Life

3 Reasons Uncool Kids Make Awesome Adults

by Brianna Wiest

You've probably heard it before: "Be careful of who you call 'loser' or 'nerd,' because you'll probably be calling them 'boss' one day." It seems like some very primal sort of reverse-psychology: Coolness is associated with effortlessness, and kids who are smart and driven are the opposite of that. It's as though the kids who instinctively see themselves as underdogs want to define themselves as superior while they still hold the power.

It's a pattern you've undoubtedly seen in your own life: The kids who weren't cool excelled as adults; the kids who were are still in their hometowns, still trying to ride out the aftershocks of their peak. The New York Times recently reported on a study published in the Journal of Child Development that essentially demonstrates that kids who engage in pseudo-mature behavior tend to get lost in it, still living to "act cool," impress peers, and generally seem "bad" (read: "good," or elusively exclusive).

As experience has shown us and research is starting to confirm, kids who weren't cool in school get much farther ahead as adults, so maybe a few years of awkward lunch table encounters was worth it, if the exchange is a lifelong disposition to succeed. Here, all the reasons why the underdogs became the success stories — from my personal experience, hopefully to yours:

What's Often Considered "Cool" As An Adolescent In Profoundly Uncool As An Adult

Think back to when you first understood who was cool and who wasn't, and what behaviors those kids engaged in. They were the ones who were having sex at a young age, drinking irresponsibly, blowing off school, throwing parties, being recklessly social and "grown up." But they weren't actually mature.
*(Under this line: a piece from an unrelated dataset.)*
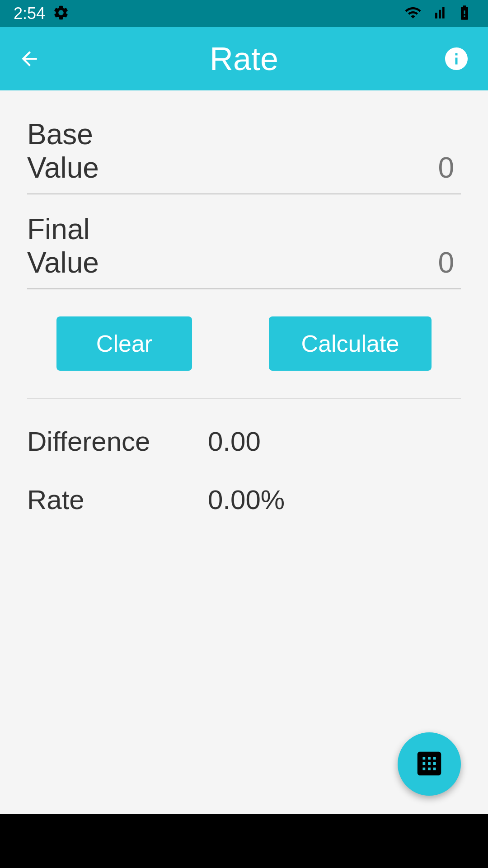 This screenshot has width=488, height=868. Describe the element at coordinates (29, 14) in the screenshot. I see `status-time: 2:54` at that location.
They were acting out on what they thought liberated adults did, in an effort to escape their own emotional turmoil. The truth is that they weren't sexually liberated; they were prematurely seeking personal affirmation through a partner. They weren't "relaxing" and drinking for fun, they were drinking for status, or worse, to be numb. They weren't social and carefree because they were uninhibited and independently-minded; they were falling out from under the pressure to succeed in a way they felt incapable.

Kids Who Peak At A Young Age Usually Try To Maintain That Peak Far Into Adulthood

Hence the people still living in their hometowns, drinking in the woods on the weekends, and putting off their ambitions. Now, let's not get this twisted: a lot of very successful young adults live at home for financial reasons, there's nothing wrong taking your time, and drinking in the woods is probably fun. Those are symptoms, not issues, and the issue here is that these kids aren't staying home to be fiscally conservative or anything — they're doing it because there are few, if any, other options open to them, and fewer still that they'd be aware of. All they've known is the bubble they grew up in. In a sense, they cheated themselves out of the possibility of choosing a new life, by never going to see what was out there in the first place.
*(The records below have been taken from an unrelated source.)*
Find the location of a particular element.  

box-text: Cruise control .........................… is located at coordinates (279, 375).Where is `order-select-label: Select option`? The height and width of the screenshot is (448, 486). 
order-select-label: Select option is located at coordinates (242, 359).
Uncool Kids Still Want A Sort Of Revenge

It may not be the healthiest way to approach some deep-seeded childhood issues, but it's also not completely unproductive, either: The kids who felt constantly teased and "lesser than" want to come out on top, in a far more gratifying way than having been able to drink without parental supervision at the age of 16 would bring. Holding a grudge, or seeking a sort of subconscious revenge, is not usually a positive thing, no — but in this case, it seems to be proving better than the alternative.